Reviewed by Adèle Geras
Full disclosure: there’s a quotation from me on the back of Rosy Thornton’s new book and I make no excuses for reviewing the latest offering from someone whom I admire enormously. She is also, I have to admit, a friend. She became a friend BECAUSE I admired her before I met her. What happened was: I moved to her home town, so of course I got in touch with her.
I’m glad all that’s out of the way, because Thornton’s new book of (almost imperceptibly interlinked) short stories is so good and enjoyable in so many ways that it would be a great shame if it weren’t brought to the attention of as many people as possible.
Thornton’s work has changed and developed since I first read her, a good few years ago now. She started as a writer of very well-written, often humorous novels of the kind that no one can quite categorize. They’re not chick lit. They’re not romance. They’re not crime, or spies. They used to be classified as ‘discerning women’s fiction’ and I know this because my own novels came into the same category. I loved each one so much that I read them as soon as they appeared.
Then she wrote The Tapestry of Love, which is set in France and is a more traditional (and still brilliantly written) romantic novel. With Ninepins, where she moved to a landscape of Fens and Cambridge, her focus shifted a little. Her novels, always sharp on matters of relationships, and emotions, acquired a deeper interest in landscape and what I remember from the book, (as well as the enjoyment of seeing the characters go through their traumas and joys) is a sense of the river, the house, the place in which the events take place.

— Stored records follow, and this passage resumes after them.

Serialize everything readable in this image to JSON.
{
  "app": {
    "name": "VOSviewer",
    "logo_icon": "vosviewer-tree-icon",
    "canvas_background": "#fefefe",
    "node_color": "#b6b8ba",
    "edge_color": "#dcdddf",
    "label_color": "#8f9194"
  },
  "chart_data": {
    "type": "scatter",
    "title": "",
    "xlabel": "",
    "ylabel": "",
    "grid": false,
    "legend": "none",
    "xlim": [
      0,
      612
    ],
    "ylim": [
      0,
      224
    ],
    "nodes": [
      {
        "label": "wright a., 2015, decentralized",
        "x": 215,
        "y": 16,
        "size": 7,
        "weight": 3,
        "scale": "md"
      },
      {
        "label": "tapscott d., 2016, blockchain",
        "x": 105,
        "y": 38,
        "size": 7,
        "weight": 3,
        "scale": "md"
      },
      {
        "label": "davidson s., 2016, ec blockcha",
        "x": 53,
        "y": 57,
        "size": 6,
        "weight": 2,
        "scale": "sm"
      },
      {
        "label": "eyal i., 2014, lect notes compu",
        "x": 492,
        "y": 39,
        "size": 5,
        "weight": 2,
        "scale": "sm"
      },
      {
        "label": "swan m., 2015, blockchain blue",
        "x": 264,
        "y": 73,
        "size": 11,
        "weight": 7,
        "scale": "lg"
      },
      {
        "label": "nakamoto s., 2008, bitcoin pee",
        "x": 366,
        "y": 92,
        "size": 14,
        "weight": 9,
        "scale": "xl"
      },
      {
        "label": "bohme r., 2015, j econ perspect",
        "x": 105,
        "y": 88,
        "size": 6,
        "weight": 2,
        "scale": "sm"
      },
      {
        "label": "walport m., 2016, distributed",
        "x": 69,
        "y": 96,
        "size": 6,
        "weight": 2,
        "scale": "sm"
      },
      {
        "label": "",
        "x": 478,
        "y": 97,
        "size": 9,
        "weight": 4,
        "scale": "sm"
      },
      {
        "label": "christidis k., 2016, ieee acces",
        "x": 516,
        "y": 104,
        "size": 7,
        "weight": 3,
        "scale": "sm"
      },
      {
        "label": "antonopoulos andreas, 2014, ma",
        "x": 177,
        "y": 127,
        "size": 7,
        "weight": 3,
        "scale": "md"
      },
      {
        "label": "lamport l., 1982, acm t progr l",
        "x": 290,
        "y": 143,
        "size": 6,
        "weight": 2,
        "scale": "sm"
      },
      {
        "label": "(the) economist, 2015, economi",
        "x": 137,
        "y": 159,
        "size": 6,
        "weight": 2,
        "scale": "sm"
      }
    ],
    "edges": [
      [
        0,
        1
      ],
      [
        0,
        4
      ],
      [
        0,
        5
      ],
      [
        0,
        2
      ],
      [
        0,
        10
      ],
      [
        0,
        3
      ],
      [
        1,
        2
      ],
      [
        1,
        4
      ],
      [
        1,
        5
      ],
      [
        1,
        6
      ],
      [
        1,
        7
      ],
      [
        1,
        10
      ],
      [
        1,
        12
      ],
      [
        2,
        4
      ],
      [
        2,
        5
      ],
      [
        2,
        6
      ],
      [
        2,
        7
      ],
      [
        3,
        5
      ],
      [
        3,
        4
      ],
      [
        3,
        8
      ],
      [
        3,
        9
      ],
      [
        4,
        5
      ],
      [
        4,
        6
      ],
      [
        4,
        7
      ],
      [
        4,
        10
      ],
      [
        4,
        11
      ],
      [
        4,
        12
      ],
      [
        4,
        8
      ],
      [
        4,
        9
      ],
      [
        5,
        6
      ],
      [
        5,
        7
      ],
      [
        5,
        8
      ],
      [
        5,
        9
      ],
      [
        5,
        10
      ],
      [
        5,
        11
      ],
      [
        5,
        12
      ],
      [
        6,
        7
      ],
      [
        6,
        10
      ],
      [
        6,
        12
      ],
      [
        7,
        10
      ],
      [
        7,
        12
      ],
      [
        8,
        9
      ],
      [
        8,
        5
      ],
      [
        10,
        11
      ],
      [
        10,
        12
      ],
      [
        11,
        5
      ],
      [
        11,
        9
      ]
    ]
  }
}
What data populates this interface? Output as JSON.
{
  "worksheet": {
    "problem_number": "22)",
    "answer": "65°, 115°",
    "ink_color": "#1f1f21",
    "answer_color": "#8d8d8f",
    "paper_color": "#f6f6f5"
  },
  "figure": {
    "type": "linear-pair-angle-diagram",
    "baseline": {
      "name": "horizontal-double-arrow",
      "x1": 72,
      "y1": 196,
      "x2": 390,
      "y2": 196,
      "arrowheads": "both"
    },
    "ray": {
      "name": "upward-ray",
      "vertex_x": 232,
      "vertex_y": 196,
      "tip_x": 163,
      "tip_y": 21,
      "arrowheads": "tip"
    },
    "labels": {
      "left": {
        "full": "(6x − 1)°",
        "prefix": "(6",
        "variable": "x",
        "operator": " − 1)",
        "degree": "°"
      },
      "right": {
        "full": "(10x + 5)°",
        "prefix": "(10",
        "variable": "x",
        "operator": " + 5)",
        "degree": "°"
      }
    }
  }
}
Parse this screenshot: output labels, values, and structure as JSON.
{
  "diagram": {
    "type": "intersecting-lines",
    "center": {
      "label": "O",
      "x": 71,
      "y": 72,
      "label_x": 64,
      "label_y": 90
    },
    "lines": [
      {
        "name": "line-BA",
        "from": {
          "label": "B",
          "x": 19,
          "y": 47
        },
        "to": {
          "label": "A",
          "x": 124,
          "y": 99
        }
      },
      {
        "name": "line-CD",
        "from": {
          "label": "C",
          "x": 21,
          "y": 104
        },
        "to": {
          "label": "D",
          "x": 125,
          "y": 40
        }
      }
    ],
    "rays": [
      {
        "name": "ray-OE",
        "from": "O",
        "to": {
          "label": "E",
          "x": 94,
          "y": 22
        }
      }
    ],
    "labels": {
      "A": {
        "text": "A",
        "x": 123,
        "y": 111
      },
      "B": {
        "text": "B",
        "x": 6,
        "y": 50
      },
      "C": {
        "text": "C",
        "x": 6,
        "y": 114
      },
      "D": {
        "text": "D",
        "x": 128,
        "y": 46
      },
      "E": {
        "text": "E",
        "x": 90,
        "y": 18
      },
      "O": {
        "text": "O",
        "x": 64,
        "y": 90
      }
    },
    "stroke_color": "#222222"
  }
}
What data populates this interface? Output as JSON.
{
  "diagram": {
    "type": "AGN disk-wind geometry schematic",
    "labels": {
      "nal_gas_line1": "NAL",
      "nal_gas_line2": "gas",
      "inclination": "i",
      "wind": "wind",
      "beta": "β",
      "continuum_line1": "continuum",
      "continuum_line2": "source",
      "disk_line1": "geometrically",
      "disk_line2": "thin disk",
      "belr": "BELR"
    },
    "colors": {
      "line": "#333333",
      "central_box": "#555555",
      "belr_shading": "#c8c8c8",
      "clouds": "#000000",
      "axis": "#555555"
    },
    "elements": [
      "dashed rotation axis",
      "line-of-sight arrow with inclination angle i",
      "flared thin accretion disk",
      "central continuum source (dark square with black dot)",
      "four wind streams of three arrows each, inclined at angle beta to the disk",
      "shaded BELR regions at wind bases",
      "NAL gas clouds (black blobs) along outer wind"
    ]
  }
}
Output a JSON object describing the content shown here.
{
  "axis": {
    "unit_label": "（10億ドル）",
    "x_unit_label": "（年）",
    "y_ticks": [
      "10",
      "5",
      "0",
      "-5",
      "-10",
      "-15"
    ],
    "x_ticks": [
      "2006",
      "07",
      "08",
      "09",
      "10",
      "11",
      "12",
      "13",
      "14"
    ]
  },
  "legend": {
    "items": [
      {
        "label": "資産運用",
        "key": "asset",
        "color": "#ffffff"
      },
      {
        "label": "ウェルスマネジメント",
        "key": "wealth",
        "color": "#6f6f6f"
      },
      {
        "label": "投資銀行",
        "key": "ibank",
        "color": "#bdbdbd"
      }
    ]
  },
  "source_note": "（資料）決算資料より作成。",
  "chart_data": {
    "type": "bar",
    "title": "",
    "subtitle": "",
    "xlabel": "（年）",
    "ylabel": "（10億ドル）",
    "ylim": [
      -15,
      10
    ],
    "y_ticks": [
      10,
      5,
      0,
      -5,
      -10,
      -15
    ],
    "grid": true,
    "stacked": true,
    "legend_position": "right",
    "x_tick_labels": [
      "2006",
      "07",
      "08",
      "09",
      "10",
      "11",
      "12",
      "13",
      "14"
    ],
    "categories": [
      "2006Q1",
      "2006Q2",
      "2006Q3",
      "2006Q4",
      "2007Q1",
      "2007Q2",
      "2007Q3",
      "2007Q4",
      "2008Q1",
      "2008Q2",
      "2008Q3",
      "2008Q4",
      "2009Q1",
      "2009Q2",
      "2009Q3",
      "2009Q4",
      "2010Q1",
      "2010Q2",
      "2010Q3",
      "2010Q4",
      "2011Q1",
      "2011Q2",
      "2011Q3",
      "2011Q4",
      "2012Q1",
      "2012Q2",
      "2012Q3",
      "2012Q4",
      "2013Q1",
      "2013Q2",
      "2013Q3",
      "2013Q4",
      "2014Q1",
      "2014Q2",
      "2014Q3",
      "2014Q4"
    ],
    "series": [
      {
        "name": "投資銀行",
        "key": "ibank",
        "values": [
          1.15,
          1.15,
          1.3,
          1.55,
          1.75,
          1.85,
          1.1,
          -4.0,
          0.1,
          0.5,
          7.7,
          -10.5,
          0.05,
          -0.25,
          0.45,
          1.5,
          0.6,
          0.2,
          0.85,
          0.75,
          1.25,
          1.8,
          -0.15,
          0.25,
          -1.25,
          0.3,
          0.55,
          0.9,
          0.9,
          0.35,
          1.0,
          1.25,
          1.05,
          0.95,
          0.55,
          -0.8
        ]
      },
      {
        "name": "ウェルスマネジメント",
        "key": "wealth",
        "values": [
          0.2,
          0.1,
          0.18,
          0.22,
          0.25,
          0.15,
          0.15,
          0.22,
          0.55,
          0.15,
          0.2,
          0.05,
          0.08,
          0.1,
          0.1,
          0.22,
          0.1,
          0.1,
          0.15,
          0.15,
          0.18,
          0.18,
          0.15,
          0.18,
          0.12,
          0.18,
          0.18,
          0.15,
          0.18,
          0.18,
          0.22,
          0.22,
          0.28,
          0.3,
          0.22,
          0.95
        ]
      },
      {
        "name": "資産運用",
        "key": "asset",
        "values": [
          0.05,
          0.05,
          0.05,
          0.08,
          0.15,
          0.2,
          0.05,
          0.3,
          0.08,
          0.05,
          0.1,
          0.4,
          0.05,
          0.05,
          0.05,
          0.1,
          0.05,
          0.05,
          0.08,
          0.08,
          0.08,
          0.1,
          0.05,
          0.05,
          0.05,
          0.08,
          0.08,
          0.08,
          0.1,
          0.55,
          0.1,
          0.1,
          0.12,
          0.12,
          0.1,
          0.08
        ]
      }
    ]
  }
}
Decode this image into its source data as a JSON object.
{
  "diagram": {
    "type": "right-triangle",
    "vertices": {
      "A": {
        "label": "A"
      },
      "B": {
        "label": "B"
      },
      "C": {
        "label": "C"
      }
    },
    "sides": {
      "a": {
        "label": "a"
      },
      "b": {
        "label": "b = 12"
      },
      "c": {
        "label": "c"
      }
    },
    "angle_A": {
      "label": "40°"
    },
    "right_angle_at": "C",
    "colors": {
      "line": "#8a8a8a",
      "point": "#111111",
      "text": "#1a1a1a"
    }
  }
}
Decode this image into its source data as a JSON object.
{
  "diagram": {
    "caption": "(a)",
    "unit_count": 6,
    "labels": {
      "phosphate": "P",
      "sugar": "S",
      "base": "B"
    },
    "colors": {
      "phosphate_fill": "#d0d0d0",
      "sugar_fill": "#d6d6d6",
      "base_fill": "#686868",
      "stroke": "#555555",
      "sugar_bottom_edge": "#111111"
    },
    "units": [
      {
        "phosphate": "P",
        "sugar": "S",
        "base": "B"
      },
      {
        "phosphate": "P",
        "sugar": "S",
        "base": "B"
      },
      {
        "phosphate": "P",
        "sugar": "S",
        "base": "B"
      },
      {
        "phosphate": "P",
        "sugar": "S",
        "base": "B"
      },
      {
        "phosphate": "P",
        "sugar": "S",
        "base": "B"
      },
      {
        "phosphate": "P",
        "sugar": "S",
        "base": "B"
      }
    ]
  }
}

The stories in Sandlands are all set in Suffolk. It’s not a county I know at all, but I feel as if I could find my way around this particular landscape blindfold. I know the Ship pub. The female rector reappears in several stories. I would recognise the Martello tower inhabited by Dr Whybrow. I’d know the old regulars in the Ship anywhere. And then there are the ghosts, which manifest themselves in many different forms and to many different characters. In these stories, we meet women, men, priests, academics, eccentrics, lovers and children. Animals and birds are important too, as in the first story in the book, called The White Doe, which returns to one of Thornton’s preoccupations: children. She’s very good at depicting them, but she also captures the essence of old men, witches, young beauties: you name it. My quotation on the back of the jacket says: ‘Thornton’s particular talent is the way she brings every single character to life.’ Well, I said it then and I simply repeat it now.
Reviews often tell you something is well-written. They then move on, as I have done above, to talking about something else. But I think a few quotations from these stories might demonstrate what I mean. It’s a question of economy and richness; an eye to see and the language to make us see too by the choice made to use, quite often, one particular perfect word.
From Whispers, in which a man goes to live in a deserted Martello tower, where:
Even where nothing stirred, the air within the belly of the tower seemed to arc and crackle with life, as if detecting the presence of a listener.
That is both accurate and very, very spooky. Arc is the perfect word here…
From A Curiosity of Warnings, a beautiful description of the sea:
Lying here in the glimmer of the dying firelight, hearing the slop and suck of breaking waves at the waterline, there was a powerful sense of the collapsing telescope of time.
I felt like punching the air and saying: YES! when I read that. Note that wonderfully accurate ‘slop.’
And finally, in one of my favourite stories, The Interregnum, where a new-agey lady, appropriately called Ivy, comes to cover for the absent rector, we have this. Ivy has taken the children outdoors and shown them the Green Man. This is the reaction of Dorothy, through whose eyes events unfold.
…it did seem to her an odd choice of subject for the children’s drawings when there were plenty of nice saints inside the church where they would at least have kept their bottoms dry and their fingers a bit warmer. Dorothy herself had had a particular soft spot, as a little girl…..for the somewhat bouffant Lamb of the World behind the altar in the tall east window.
There are shades there of Barbara Pym and that ‘bouffant’ is one of the best examples of precisely the right word in the right place that I can remember. And I love ‘nice’ there, to describe the saints in the church.
It’s a very literary book. If you’ve read M.R.James, or Barbara Pym or the myths and legends of this country, you’ll get additional pleasure from the collection. But it’s a book that’s bound to give pleasure to very many people. Entertaining, illuminating, chilling, sad, and often funny too, the whole collection hangs together seamlessly as a portrait of a fascinating part of the country. It deserves to be a huge success.
Adèle Geras is the author of numerous successful novels for adults and children. She blogs at The History Girls, a joint blog written by authors of historical fiction and fantasy history for Junior (middle Grade), YA and adult readers.
Rosy Thornton, Sandlands, (Sandstone Press, 2016). 978-1910985045, 320 pp., paperback original.
Read an article by Rosy about Sandlands in our BookBuzz section here.